EXERCISE PROMPT
Write out again only the lines running from the one that contains "pyautogui.click(x=<x>, y=<y>)" to the end of the records below, including both the first and the last.

%%

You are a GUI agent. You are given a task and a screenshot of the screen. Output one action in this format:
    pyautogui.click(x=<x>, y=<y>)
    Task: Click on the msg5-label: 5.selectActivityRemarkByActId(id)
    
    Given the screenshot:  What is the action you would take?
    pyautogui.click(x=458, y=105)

%%

EXPECTED OUTPUT
    pyautogui.click(x=<x>, y=<y>)
    Task: Click on the msg5-label: 5.selectActivityRemarkByActId(id)
    
    Given the screenshot:  What is the action you would take?
    pyautogui.click(x=458, y=105)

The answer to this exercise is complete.